In a way, he was. “A lot of people like me when I’m sober,” he said. “They got no use for me drunk.”
He struggles to make sense of the support he has received from people around him despite everything he’s put them through. His sponsor took him on, no questions asked. “All you had to do was call,” he’d said. Chadwick’s ex-mother-in-law, meanwhile, recently invited him to visit her whenever he is struggling. “Until that feeling goes away,” the woman, in her early eighties, told him.
He hopes the months ahead will be filled with busyness — jobs for his home repair business or afternoons spent puttering around outside with his dog, Sugar. He’s making plans to have the ignition lock reinstalled so that he can get his license back.
He also wants to heal old wounds.
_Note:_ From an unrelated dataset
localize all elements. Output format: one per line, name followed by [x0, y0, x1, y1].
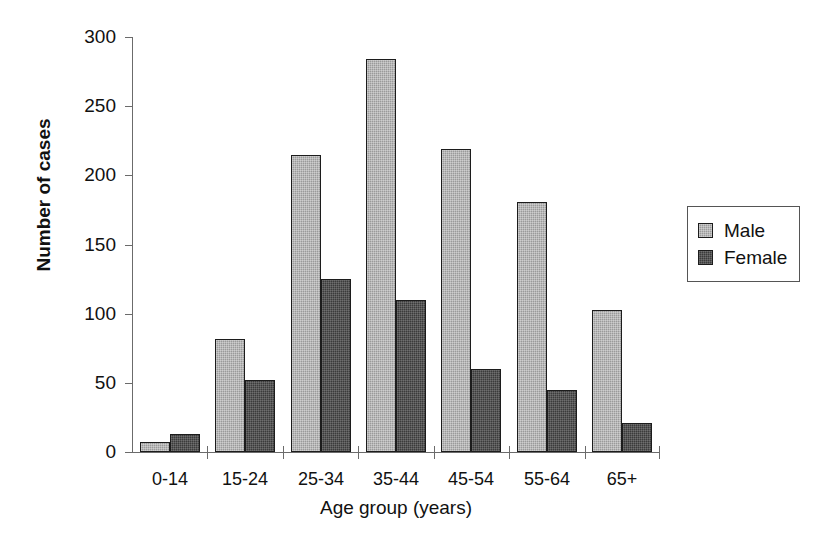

Two of his grandchildren have refused to let him meet their own kids out of fear that he might show up drunk one day and scare them. He doesn’t blame them, he said, even though it “hurts me right to death.”
He is desperate to prove to them that he’s serious about changing this time. He also knows from experience that the gleam of his newfound sobriety will eventually wear off. That the “little devil” who has sat on his shoulder for so long will reappear, perhaps as he passes the nearby convenience store with its cases of beer.
Standing in the small camper where he almost drank himself into an early grave, Chadwick vowed to never resume drinking. Then he paused for a moment, as if remembering the AA promise to be truthful and the countless other times he had let his guard down. He rephrased his words to something that felt, at least for now, a bit more honest.
“I hope I don’t go back.”
Correction, March 25, 2025: This story has been updated to note that nearly 52 percent of U.S. residents drink. A previous version contained an error.
The original print version of this article was headlined “Vermont’s Hangover | The Green Mountain State has long had a drinking problem. It’s time to talk about it.”
This article appears in Mar 19-25, 2025.